As China pours some cold water on its economy to prevent overheating, the prices of raw materials are falling along with Chinese stocks. West Texas Intermediate light, sweet crude oil futures fell 4.33 percent to $72.49 per barrel at 11 a.m. EST. Copper futures, closely tied to industrial consumption and economic growth, fell 2.36 percent to $2.881 per pound.
Traders, economist and officials have been counting on China, as well as other emerging markets, to drive economic recovery across the globe. Unfortunately, most of the other nations derive their own growth from exports to China and the developed world.
Take Brazil as an example. With massive reserves of raw materials and commodities like steel, soybeans, sugar and oil, it has dragged itself up from an inflation-wracked economic basket case to one of the biggest developing economies. However, much of its prosperity depends on Chinese consumption of those commodities to drive export growth.
China, for its own part, is conducting a delicate balancing act between growing its economy and maintaining an increasingly strained social network. Pollution, a weak yuan, income inequality and corruption are becoming more and more problematic. China has to make sure that it continues to create new jobs for rural farmers migrating to urban centers while still maintaining central control over commerce and simultaneously appeasing a newly empowered and affluent middle class.
It’s not going to be easy, and China’s efforts will reverberate through every market on the planet.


ACTION ITEM: Print back each record unchanged, without pictures.

SOURCE DATA:
● ● ● ●

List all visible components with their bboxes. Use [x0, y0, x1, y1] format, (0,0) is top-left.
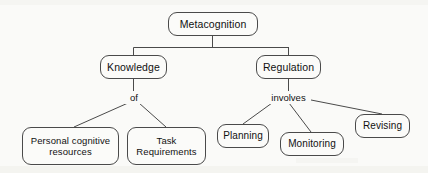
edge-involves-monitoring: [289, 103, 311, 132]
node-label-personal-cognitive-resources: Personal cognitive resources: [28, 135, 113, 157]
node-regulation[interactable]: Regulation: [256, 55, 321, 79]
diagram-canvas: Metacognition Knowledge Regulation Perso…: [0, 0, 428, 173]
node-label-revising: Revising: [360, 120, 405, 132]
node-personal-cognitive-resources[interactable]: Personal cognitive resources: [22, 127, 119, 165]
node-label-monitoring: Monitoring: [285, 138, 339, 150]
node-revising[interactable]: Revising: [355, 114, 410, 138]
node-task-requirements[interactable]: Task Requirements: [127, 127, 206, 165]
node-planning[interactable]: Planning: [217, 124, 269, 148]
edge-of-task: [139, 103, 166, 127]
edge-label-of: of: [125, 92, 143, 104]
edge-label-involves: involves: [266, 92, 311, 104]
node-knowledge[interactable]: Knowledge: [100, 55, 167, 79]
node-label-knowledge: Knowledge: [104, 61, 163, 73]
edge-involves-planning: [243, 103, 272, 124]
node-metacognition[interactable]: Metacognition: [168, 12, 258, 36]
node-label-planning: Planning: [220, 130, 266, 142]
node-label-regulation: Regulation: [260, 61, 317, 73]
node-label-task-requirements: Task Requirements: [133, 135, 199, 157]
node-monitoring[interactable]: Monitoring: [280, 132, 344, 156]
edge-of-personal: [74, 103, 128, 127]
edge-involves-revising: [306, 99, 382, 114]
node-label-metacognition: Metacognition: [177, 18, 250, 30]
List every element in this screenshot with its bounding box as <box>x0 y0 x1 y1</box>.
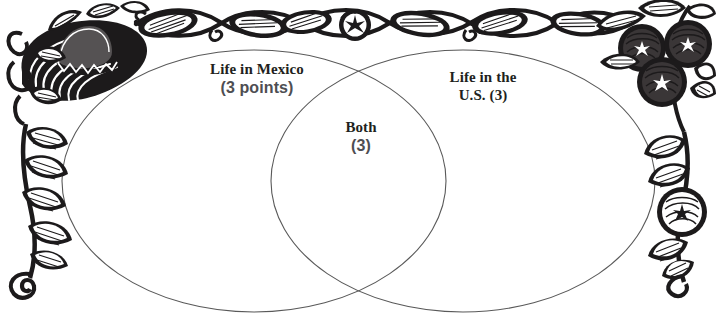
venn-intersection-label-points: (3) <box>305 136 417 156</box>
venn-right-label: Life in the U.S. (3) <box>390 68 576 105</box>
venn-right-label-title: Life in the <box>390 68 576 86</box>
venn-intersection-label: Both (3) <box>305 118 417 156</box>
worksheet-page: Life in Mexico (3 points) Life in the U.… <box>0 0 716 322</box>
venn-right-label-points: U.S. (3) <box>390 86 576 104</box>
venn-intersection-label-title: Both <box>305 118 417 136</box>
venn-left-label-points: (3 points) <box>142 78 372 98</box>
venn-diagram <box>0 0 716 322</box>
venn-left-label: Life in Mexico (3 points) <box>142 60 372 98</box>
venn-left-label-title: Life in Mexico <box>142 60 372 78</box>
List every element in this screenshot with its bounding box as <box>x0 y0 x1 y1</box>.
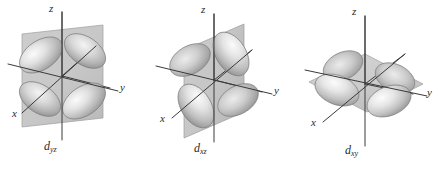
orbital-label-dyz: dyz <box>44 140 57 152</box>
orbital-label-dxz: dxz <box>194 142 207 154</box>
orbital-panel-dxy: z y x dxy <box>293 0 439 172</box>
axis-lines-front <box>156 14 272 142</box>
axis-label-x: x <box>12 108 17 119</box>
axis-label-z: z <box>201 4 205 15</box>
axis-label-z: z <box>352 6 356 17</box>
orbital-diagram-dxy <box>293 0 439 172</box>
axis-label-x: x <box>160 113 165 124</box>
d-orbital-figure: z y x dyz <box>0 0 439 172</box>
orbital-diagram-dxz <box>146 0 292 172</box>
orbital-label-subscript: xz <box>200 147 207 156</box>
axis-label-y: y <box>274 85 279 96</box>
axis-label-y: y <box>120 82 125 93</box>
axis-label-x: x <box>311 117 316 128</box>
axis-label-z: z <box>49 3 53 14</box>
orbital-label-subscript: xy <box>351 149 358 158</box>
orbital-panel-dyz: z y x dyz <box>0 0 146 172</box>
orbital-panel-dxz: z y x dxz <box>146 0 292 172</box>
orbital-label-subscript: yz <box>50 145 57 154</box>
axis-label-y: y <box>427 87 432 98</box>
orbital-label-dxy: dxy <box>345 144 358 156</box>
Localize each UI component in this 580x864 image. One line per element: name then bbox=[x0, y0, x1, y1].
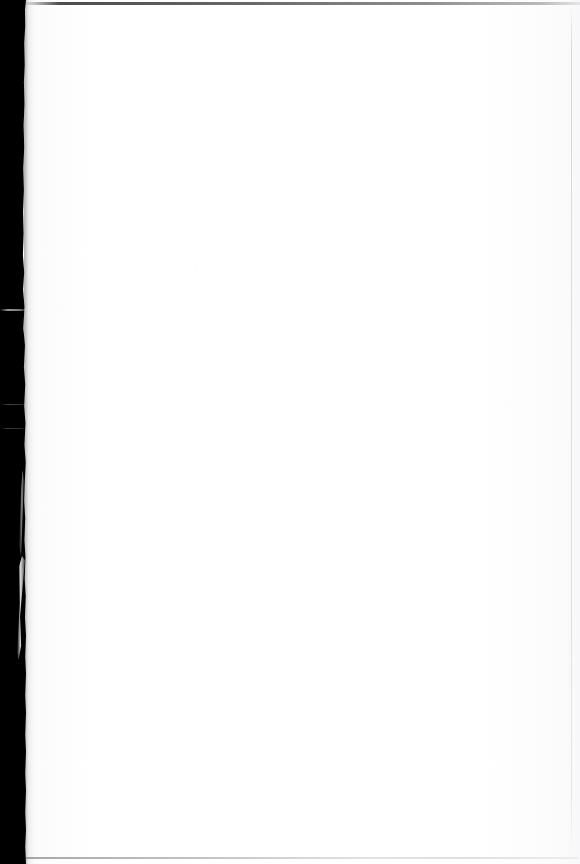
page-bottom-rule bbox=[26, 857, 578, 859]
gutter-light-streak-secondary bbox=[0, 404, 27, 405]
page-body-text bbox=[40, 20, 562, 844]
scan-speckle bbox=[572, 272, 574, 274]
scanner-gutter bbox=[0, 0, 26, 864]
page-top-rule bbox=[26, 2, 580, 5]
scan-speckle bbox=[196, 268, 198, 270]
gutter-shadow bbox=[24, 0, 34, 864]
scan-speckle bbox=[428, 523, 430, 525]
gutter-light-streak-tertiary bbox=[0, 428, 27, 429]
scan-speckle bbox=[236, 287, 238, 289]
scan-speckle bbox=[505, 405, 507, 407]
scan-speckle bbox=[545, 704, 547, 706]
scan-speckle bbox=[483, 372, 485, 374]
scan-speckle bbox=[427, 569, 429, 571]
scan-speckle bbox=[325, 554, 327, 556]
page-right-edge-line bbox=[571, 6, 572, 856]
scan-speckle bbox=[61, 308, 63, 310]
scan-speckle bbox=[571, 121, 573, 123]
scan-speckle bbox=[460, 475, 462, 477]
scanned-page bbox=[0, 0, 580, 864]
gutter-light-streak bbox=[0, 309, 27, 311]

● ● ● ●

ANSWER FOR THE TASK:
List all visible components with their bboxes. Use [x0, y0, x1, y1] format, (0,0) is top-left.
edge-involves-monitoring: [289, 103, 311, 132]
node-label-personal-cognitive-resources: Personal cognitive resources: [28, 135, 113, 157]
node-regulation[interactable]: Regulation: [256, 55, 321, 79]
diagram-canvas: Metacognition Knowledge Regulation Perso…: [0, 0, 428, 173]
node-label-revising: Revising: [360, 120, 405, 132]
node-personal-cognitive-resources[interactable]: Personal cognitive resources: [22, 127, 119, 165]
node-label-monitoring: Monitoring: [285, 138, 339, 150]
node-revising[interactable]: Revising: [355, 114, 410, 138]
node-task-requirements[interactable]: Task Requirements: [127, 127, 206, 165]
node-planning[interactable]: Planning: [217, 124, 269, 148]
edge-of-task: [139, 103, 166, 127]
edge-label-of: of: [125, 92, 143, 104]
edge-label-involves: involves: [266, 92, 311, 104]
node-knowledge[interactable]: Knowledge: [100, 55, 167, 79]
node-label-knowledge: Knowledge: [104, 61, 163, 73]
edge-involves-planning: [243, 103, 272, 124]
node-metacognition[interactable]: Metacognition: [168, 12, 258, 36]
node-label-planning: Planning: [220, 130, 266, 142]
node-label-regulation: Regulation: [260, 61, 317, 73]
node-label-task-requirements: Task Requirements: [133, 135, 199, 157]
node-monitoring[interactable]: Monitoring: [280, 132, 344, 156]
edge-of-personal: [74, 103, 128, 127]
edge-involves-revising: [306, 99, 382, 114]
node-label-metacognition: Metacognition: [177, 18, 250, 30]
List every element in this screenshot with its bounding box as <box>x0 y0 x1 y1</box>.
venn-intersection-label-points: (3) <box>305 136 417 156</box>
venn-right-label: Life in the U.S. (3) <box>390 68 576 105</box>
venn-right-label-title: Life in the <box>390 68 576 86</box>
venn-intersection-label: Both (3) <box>305 118 417 156</box>
worksheet-page: Life in Mexico (3 points) Life in the U.… <box>0 0 716 322</box>
venn-right-label-points: U.S. (3) <box>390 86 576 104</box>
venn-intersection-label-title: Both <box>305 118 417 136</box>
venn-left-label-points: (3 points) <box>142 78 372 98</box>
venn-diagram <box>0 0 716 322</box>
venn-left-label: Life in Mexico (3 points) <box>142 60 372 98</box>
venn-left-label-title: Life in Mexico <box>142 60 372 78</box>
List every element in this screenshot with its bounding box as <box>x0 y0 x1 y1</box>.
orbital-label-dyz: dyz <box>44 140 57 152</box>
orbital-label-dxz: dxz <box>194 142 207 154</box>
orbital-panel-dxy: z y x dxy <box>293 0 439 172</box>
axis-lines-front <box>156 14 272 142</box>
axis-label-x: x <box>12 108 17 119</box>
axis-label-z: z <box>201 4 205 15</box>
axis-label-z: z <box>352 6 356 17</box>
orbital-diagram-dxy <box>293 0 439 172</box>
axis-label-x: x <box>160 113 165 124</box>
d-orbital-figure: z y x dyz <box>0 0 439 172</box>
orbital-diagram-dxz <box>146 0 292 172</box>
orbital-label-subscript: xz <box>200 147 207 156</box>
axis-label-y: y <box>274 85 279 96</box>
axis-label-y: y <box>120 82 125 93</box>
axis-label-x: x <box>311 117 316 128</box>
axis-label-z: z <box>49 3 53 14</box>
orbital-label-subscript: xy <box>351 149 358 158</box>
orbital-panel-dyz: z y x dyz <box>0 0 146 172</box>
orbital-panel-dxz: z y x dxz <box>146 0 292 172</box>
orbital-label-subscript: yz <box>50 145 57 154</box>
axis-label-y: y <box>427 87 432 98</box>
orbital-label-dxy: dxy <box>345 144 358 156</box>
Localize each UI component in this 580x864 image. One line per element: name then bbox=[x0, y0, x1, y1].
page-bottom-rule bbox=[26, 857, 578, 859]
gutter-light-streak-secondary bbox=[0, 404, 27, 405]
page-body-text bbox=[40, 20, 562, 844]
scan-speckle bbox=[572, 272, 574, 274]
scanner-gutter bbox=[0, 0, 26, 864]
page-top-rule bbox=[26, 2, 580, 5]
scan-speckle bbox=[196, 268, 198, 270]
gutter-shadow bbox=[24, 0, 34, 864]
scan-speckle bbox=[428, 523, 430, 525]
gutter-light-streak-tertiary bbox=[0, 428, 27, 429]
scan-speckle bbox=[236, 287, 238, 289]
scan-speckle bbox=[505, 405, 507, 407]
scan-speckle bbox=[545, 704, 547, 706]
scan-speckle bbox=[483, 372, 485, 374]
scan-speckle bbox=[427, 569, 429, 571]
scan-speckle bbox=[325, 554, 327, 556]
page-right-edge-line bbox=[571, 6, 572, 856]
scan-speckle bbox=[61, 308, 63, 310]
scan-speckle bbox=[571, 121, 573, 123]
scan-speckle bbox=[460, 475, 462, 477]
scanned-page bbox=[0, 0, 580, 864]
gutter-light-streak bbox=[0, 309, 27, 311]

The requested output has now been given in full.